Christopher Miller, Assistant Professor, Honors College:
“Public Enemies: Sounding the Limits of Democracy in the American Lyric

(February 20) Vagrancy is an ambivalent topos of American culture:  it can represent abjection and deprivation, as in the case of homelessness, or open-ended individual freedom, as in the counter-culture of the Beats. Beginning with the constructions of vagrancy as a crime in English law since the late medieval period, Miller explores how later American adaptations of these laws have historically regulated who has a right to public space, and on what basis. In this context, Miller traces the relationship between lyric poetic speech that implies a vagrant speaker, on one hand, and democratic culture, on the other. His project spans from the mid-19th century with Walt Whitman’s “Song of Myself” through the 20th century, analyzing how poets and musicians have embodied vagrant personas to explore questions of personhood and belonging. 

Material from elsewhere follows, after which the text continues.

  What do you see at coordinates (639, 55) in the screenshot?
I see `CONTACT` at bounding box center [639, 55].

The lyric is traditionally associated with developing personhood, where an “I” speaks to a “you” and thereby attains recognition as a democratic equal. Miller examines how major cultural figures—including Walt Whitman, Hart Crane, blues musicians like Bessie Smith, and Gwendolyn Brooks—have adopted transient lyric positions to contest American values around mobility and freedom. In particular, Black musicians have voiced experiences of displacement and movement that differ from romanticized versions of transience. For example, Bessie Smith's “Backwater Blues” expresses the desperate and compulsory nature of transience for Black Americans following events like the 1927 Mississippi flood, contrasting with voluntary wandering celebrated by white poets. 

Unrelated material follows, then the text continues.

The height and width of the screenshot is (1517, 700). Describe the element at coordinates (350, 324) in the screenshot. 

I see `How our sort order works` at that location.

Discussion in the Q&A touched on the role of obscenity law in many of the works in Miller’s study, as well as differences between urban and rural modes of vagrancy. Miller’s examination of the lyric’s relation to democratic culture attests to the enduring relevance of interpersonal recognition to American democratic norms, for which impersonal or procedural modes of governance are often revealed to be insufficient. 


Lindsey Webb, PhD Candidate, Department of English:
“Orange Greens”

(February 27) The Kennecott Mine outside Salt Lake City is so massive it can be seen from space, yet one can fail to recognize it even when looking directly at it. This paradox of visibility without legibility forms the core of Webb’s essay collection exploring land art, extraction, and visual perception in the American West. In her presentation, Webb shared selections from three essays that investigate how we see—or fail to see—the landscapes we inhabit and transform.

Webb’s project examines the perceptual disorientation created by extraction sites like the Kennecott Mine, which defy human scale and comprehension while nevertheless evincing humanity’s domination of the land. She also considers artistic responses to extraction, including Robert Smithson’s unrealized proposal to create an artwork in the mine’s pit that would force viewers to confront its pollution rather than look away. Webb’s essays move across varied terrain:  from Mormon seer stones and early mining technologies, to the Bureau of Land Management’s Visual Resource Management system, which attempts to balance resource extraction with scenic preservation through formal aesthetic categories like shape and repetition. Her collection interweaves memoir, art criticism, and historical research, including reflections on her own great-grandfather’s history as a miner in Utah. 

During the Q&A, participants engaged with Webb’s methodology, discussing the tension between her associative, fragmentary approach and the political dimensions of extraction. Her project challenges any attempt at easy reconciliation of aesthetics with ethical or moral judgement: Our immediate perception of the dramatic landscape of the American West often combines intensity and inaccuracy in one. 


[The Tanner Humanities Center neither supports nor opposes the views expressed in its events.]